=== Begin Enclosure ===
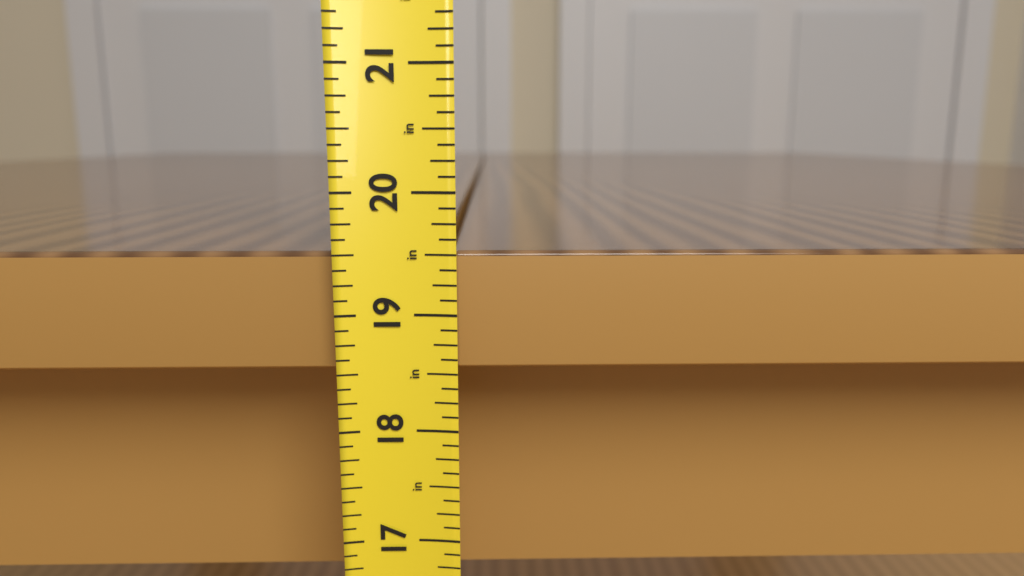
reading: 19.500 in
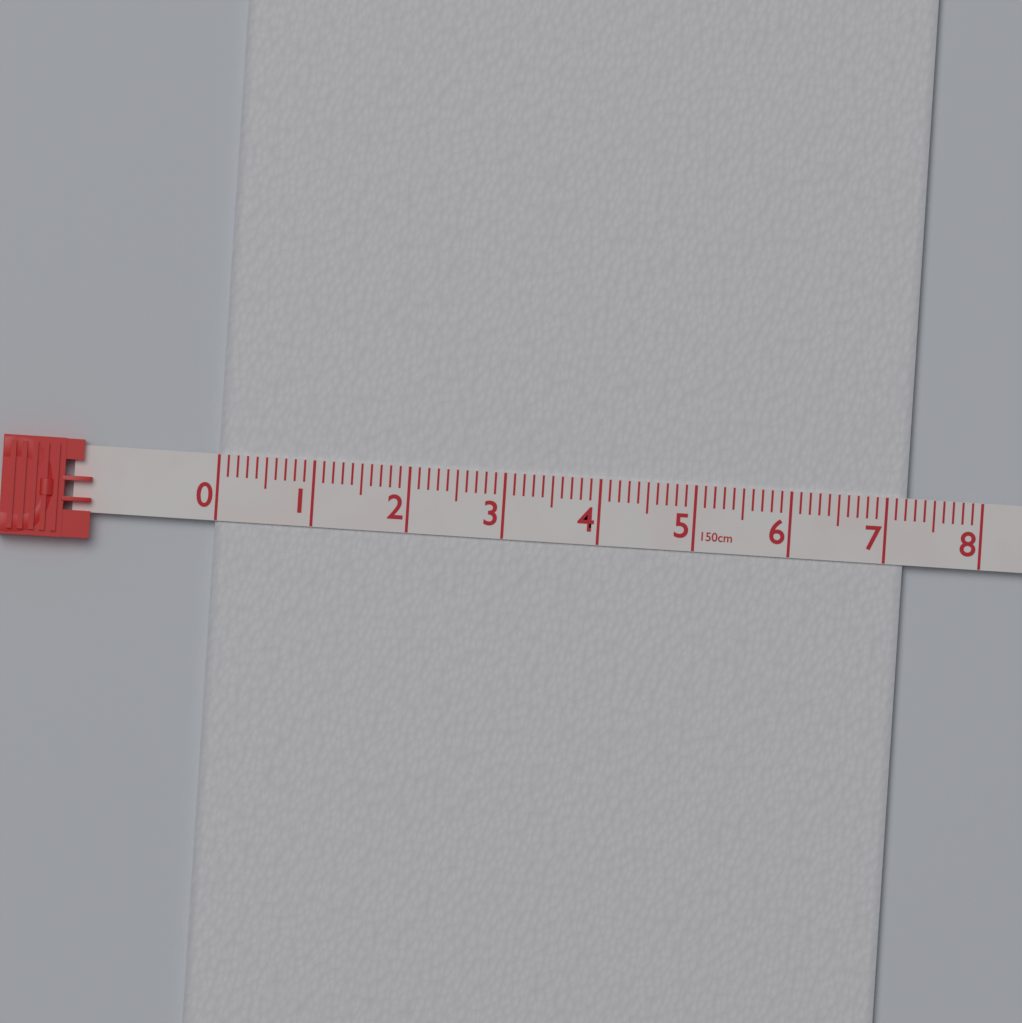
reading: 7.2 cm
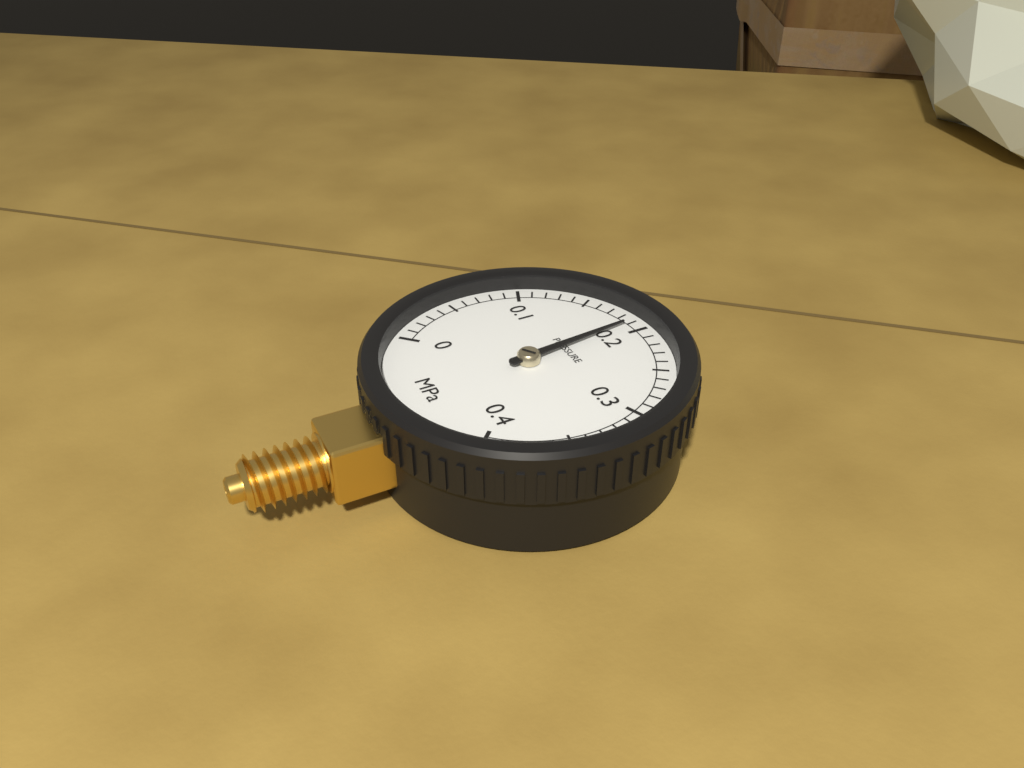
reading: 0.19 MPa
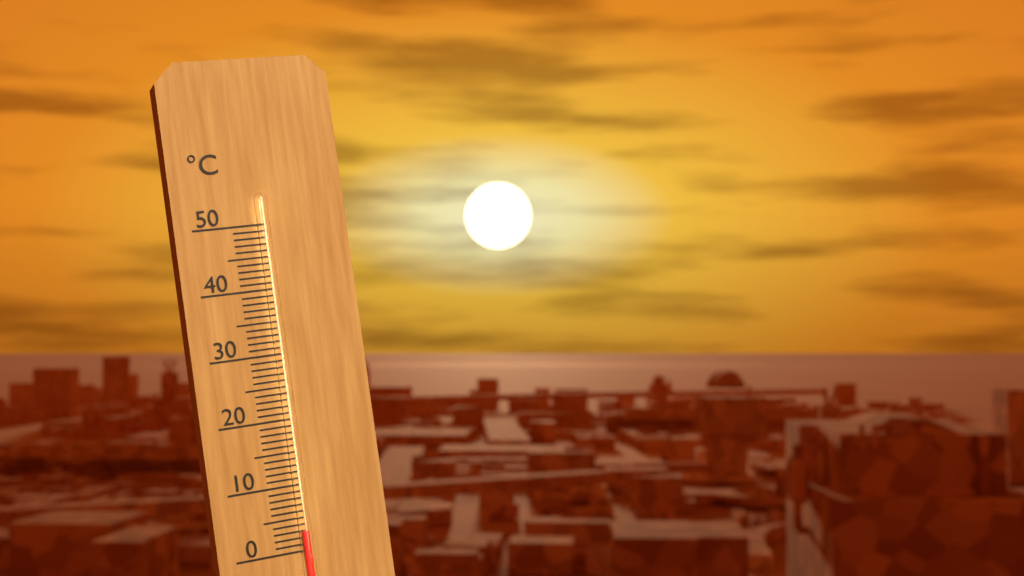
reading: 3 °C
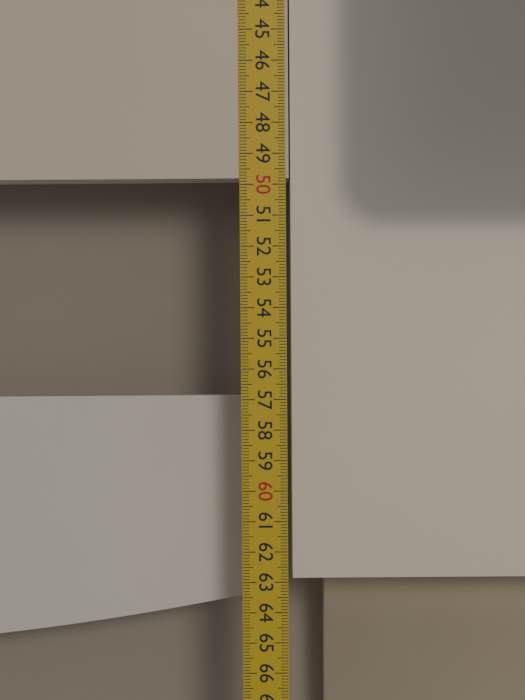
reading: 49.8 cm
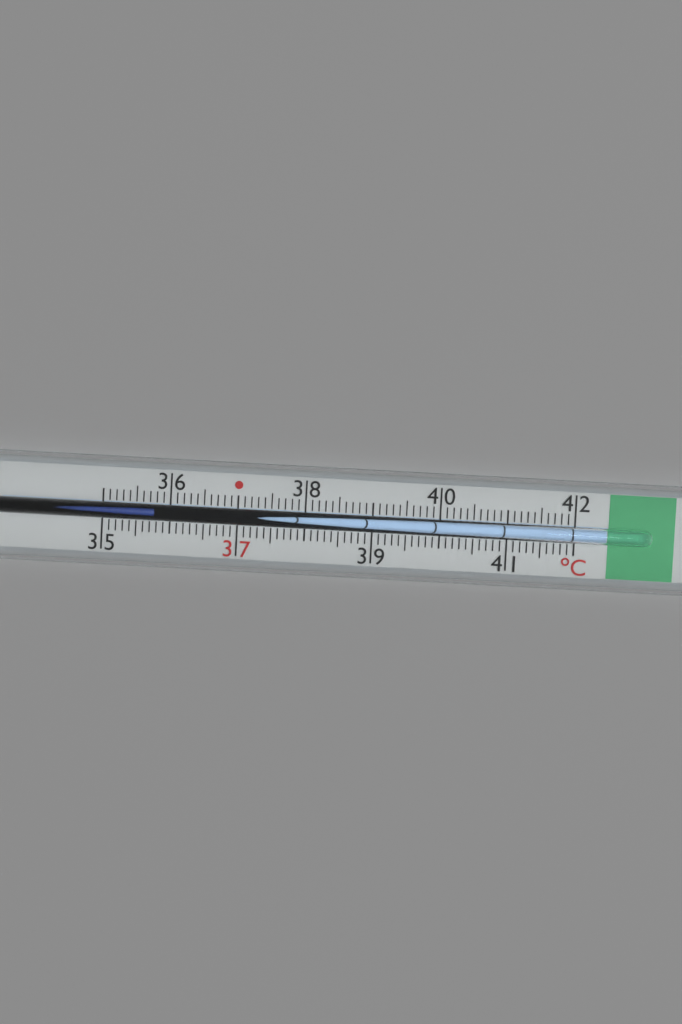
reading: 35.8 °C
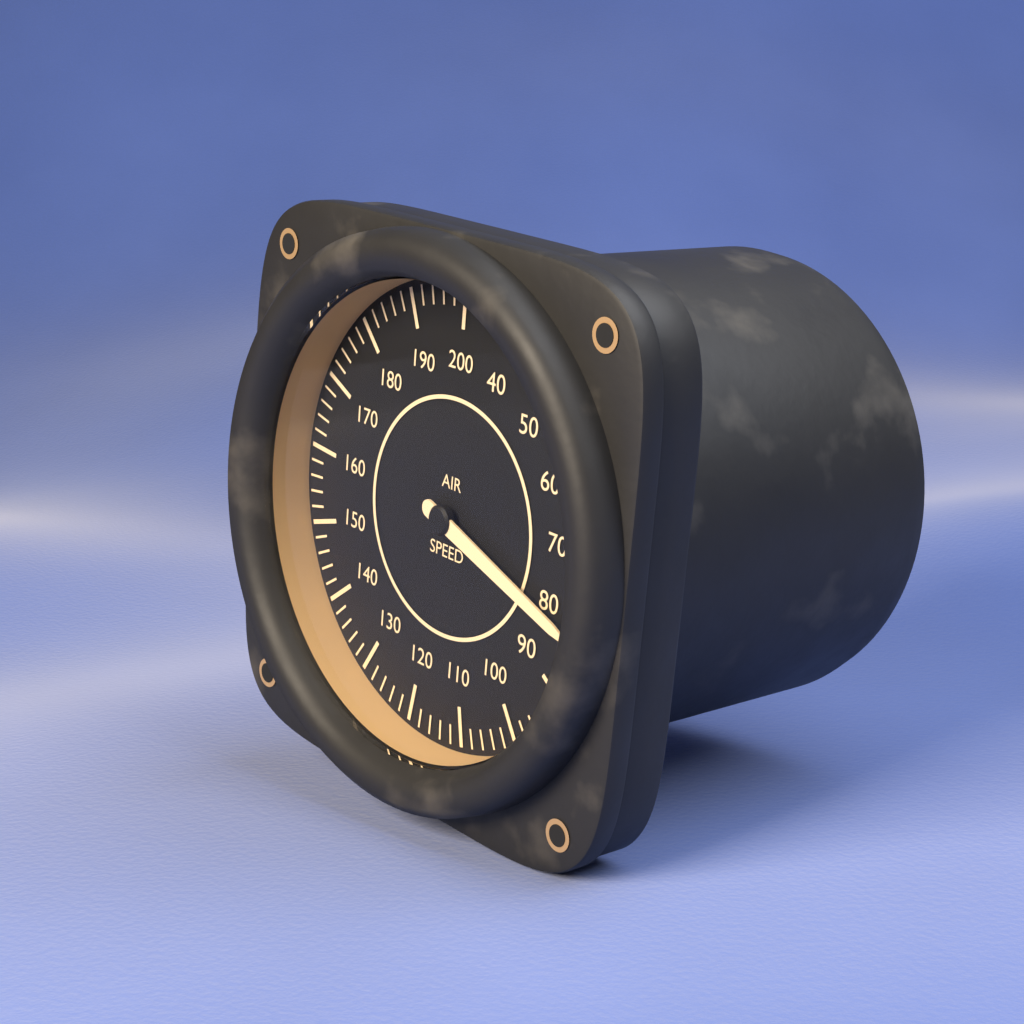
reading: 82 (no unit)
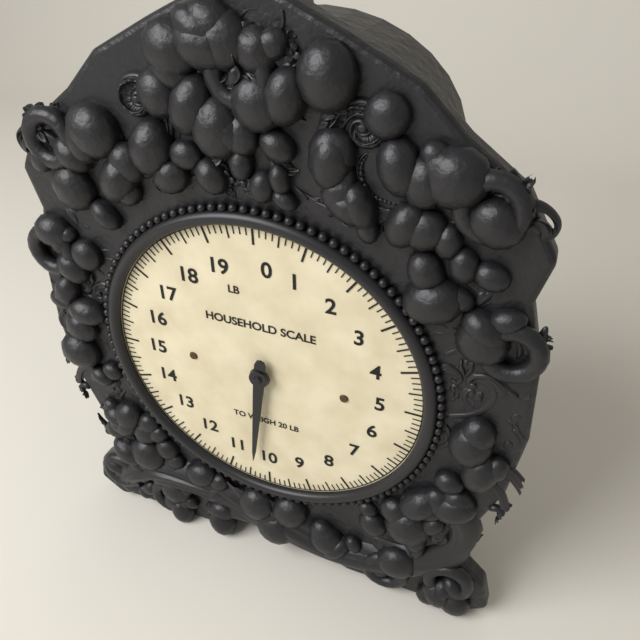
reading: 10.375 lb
=== End Enclosure ===
Print all entries exactly; skip the pictures.

• [Response]
reading: 19.500 in
reading: 7.2 cm
reading: 0.19 MPa
reading: 3 °C
reading: 49.8 cm
reading: 35.8 °C
reading: 82 (no unit)
reading: 10.375 lb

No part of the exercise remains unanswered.